What the task requires
Keeping every word and mark, copy all of the data.
START Records for this exercise
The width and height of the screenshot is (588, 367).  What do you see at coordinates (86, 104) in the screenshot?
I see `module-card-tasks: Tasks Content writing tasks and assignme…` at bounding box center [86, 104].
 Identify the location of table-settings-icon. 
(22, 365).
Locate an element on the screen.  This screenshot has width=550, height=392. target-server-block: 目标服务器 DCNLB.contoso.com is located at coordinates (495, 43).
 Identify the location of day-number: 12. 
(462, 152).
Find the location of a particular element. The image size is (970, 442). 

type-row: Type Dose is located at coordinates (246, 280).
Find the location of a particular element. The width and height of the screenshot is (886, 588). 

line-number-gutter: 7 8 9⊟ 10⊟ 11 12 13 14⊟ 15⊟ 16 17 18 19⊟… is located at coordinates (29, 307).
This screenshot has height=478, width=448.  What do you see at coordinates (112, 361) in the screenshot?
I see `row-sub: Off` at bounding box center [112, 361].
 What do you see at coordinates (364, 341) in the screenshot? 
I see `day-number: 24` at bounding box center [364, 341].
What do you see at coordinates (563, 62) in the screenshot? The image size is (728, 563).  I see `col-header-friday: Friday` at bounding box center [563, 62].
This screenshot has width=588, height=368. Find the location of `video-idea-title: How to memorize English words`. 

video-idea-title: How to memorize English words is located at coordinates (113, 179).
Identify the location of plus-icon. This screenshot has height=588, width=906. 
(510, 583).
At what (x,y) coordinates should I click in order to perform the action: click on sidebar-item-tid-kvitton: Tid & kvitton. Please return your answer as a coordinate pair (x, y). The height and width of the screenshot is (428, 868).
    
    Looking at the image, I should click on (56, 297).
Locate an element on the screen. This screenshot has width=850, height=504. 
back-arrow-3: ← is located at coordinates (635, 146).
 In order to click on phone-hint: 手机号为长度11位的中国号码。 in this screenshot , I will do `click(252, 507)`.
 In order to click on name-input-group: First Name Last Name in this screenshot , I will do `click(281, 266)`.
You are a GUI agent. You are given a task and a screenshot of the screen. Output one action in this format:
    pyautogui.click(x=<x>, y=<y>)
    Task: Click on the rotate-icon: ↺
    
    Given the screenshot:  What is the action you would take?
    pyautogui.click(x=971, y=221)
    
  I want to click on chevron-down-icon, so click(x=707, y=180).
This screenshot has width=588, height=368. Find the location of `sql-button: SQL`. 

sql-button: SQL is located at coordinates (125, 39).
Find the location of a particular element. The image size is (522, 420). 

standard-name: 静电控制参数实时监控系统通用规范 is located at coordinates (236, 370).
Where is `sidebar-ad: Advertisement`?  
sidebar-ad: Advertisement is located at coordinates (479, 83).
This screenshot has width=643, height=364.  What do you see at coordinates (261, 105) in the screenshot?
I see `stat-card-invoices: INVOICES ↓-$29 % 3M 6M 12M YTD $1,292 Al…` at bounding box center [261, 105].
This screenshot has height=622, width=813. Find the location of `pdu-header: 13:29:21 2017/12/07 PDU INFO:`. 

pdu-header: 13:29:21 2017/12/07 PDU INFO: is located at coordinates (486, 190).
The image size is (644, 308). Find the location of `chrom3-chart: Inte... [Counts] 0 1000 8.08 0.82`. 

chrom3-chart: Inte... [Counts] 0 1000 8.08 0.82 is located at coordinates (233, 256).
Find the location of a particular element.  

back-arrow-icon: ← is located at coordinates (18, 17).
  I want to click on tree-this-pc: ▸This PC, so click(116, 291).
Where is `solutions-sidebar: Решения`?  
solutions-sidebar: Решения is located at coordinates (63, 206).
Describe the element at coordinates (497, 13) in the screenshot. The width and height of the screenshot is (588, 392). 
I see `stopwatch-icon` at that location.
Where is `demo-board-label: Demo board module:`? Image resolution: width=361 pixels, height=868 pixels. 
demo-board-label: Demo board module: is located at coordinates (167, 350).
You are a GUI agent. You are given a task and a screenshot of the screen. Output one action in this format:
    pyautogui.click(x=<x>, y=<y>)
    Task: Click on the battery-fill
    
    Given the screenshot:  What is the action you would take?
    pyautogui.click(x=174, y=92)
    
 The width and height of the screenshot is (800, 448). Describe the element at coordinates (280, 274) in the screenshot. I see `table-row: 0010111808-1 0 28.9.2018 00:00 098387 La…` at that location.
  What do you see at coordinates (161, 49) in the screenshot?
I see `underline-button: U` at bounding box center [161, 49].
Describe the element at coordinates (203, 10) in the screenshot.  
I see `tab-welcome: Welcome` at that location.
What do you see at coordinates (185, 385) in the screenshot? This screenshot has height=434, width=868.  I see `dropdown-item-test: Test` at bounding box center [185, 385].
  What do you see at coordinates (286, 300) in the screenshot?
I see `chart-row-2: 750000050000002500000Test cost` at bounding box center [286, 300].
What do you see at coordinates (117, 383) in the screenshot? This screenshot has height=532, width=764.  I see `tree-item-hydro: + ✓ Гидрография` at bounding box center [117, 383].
END Records for this exercise
Task result
The width and height of the screenshot is (588, 367).  What do you see at coordinates (86, 104) in the screenshot?
I see `module-card-tasks: Tasks Content writing tasks and assignme…` at bounding box center [86, 104].
 Identify the location of table-settings-icon. 
(22, 365).
Locate an element on the screen.  This screenshot has width=550, height=392. target-server-block: 目标服务器 DCNLB.contoso.com is located at coordinates (495, 43).
 Identify the location of day-number: 12. 
(462, 152).
Find the location of a particular element. The image size is (970, 442). 

type-row: Type Dose is located at coordinates (246, 280).
Find the location of a particular element. The width and height of the screenshot is (886, 588). 

line-number-gutter: 7 8 9⊟ 10⊟ 11 12 13 14⊟ 15⊟ 16 17 18 19⊟… is located at coordinates (29, 307).
This screenshot has height=478, width=448.  What do you see at coordinates (112, 361) in the screenshot?
I see `row-sub: Off` at bounding box center [112, 361].
 What do you see at coordinates (364, 341) in the screenshot? 
I see `day-number: 24` at bounding box center [364, 341].
What do you see at coordinates (563, 62) in the screenshot? The image size is (728, 563).  I see `col-header-friday: Friday` at bounding box center [563, 62].
This screenshot has width=588, height=368. Find the location of `video-idea-title: How to memorize English words`. 

video-idea-title: How to memorize English words is located at coordinates (113, 179).
Identify the location of plus-icon. This screenshot has height=588, width=906. 
(510, 583).
At what (x,y) coordinates should I click in order to perform the action: click on sidebar-item-tid-kvitton: Tid & kvitton. Please return your answer as a coordinate pair (x, y). The height and width of the screenshot is (428, 868).
    
    Looking at the image, I should click on (56, 297).
Locate an element on the screen. This screenshot has width=850, height=504. 
back-arrow-3: ← is located at coordinates (635, 146).
 In order to click on phone-hint: 手机号为长度11位的中国号码。 in this screenshot , I will do `click(252, 507)`.
 In order to click on name-input-group: First Name Last Name in this screenshot , I will do `click(281, 266)`.
You are a GUI agent. You are given a task and a screenshot of the screen. Output one action in this format:
    pyautogui.click(x=<x>, y=<y>)
    Task: Click on the rotate-icon: ↺
    
    Given the screenshot:  What is the action you would take?
    pyautogui.click(x=971, y=221)
    
  I want to click on chevron-down-icon, so click(x=707, y=180).
This screenshot has width=588, height=368. Find the location of `sql-button: SQL`. 

sql-button: SQL is located at coordinates (125, 39).
Find the location of a particular element. The image size is (522, 420). 

standard-name: 静电控制参数实时监控系统通用规范 is located at coordinates (236, 370).
Where is `sidebar-ad: Advertisement`?  
sidebar-ad: Advertisement is located at coordinates (479, 83).
This screenshot has width=643, height=364.  What do you see at coordinates (261, 105) in the screenshot?
I see `stat-card-invoices: INVOICES ↓-$29 % 3M 6M 12M YTD $1,292 Al…` at bounding box center [261, 105].
This screenshot has height=622, width=813. Find the location of `pdu-header: 13:29:21 2017/12/07 PDU INFO:`. 

pdu-header: 13:29:21 2017/12/07 PDU INFO: is located at coordinates (486, 190).
The image size is (644, 308). Find the location of `chrom3-chart: Inte... [Counts] 0 1000 8.08 0.82`. 

chrom3-chart: Inte... [Counts] 0 1000 8.08 0.82 is located at coordinates (233, 256).
Find the location of a particular element.  

back-arrow-icon: ← is located at coordinates (18, 17).
  I want to click on tree-this-pc: ▸This PC, so click(116, 291).
Where is `solutions-sidebar: Решения`?  
solutions-sidebar: Решения is located at coordinates (63, 206).
Describe the element at coordinates (497, 13) in the screenshot. The width and height of the screenshot is (588, 392). 
I see `stopwatch-icon` at that location.
Where is `demo-board-label: Demo board module:`? Image resolution: width=361 pixels, height=868 pixels. 
demo-board-label: Demo board module: is located at coordinates (167, 350).
You are a GUI agent. You are given a task and a screenshot of the screen. Output one action in this format:
    pyautogui.click(x=<x>, y=<y>)
    Task: Click on the battery-fill
    
    Given the screenshot:  What is the action you would take?
    pyautogui.click(x=174, y=92)
    
 The width and height of the screenshot is (800, 448). Describe the element at coordinates (280, 274) in the screenshot. I see `table-row: 0010111808-1 0 28.9.2018 00:00 098387 La…` at that location.
  What do you see at coordinates (161, 49) in the screenshot?
I see `underline-button: U` at bounding box center [161, 49].
Describe the element at coordinates (203, 10) in the screenshot.  
I see `tab-welcome: Welcome` at that location.
What do you see at coordinates (185, 385) in the screenshot? This screenshot has height=434, width=868.  I see `dropdown-item-test: Test` at bounding box center [185, 385].
  What do you see at coordinates (286, 300) in the screenshot?
I see `chart-row-2: 750000050000002500000Test cost` at bounding box center [286, 300].
What do you see at coordinates (117, 383) in the screenshot? This screenshot has height=532, width=764.  I see `tree-item-hydro: + ✓ Гидрография` at bounding box center [117, 383].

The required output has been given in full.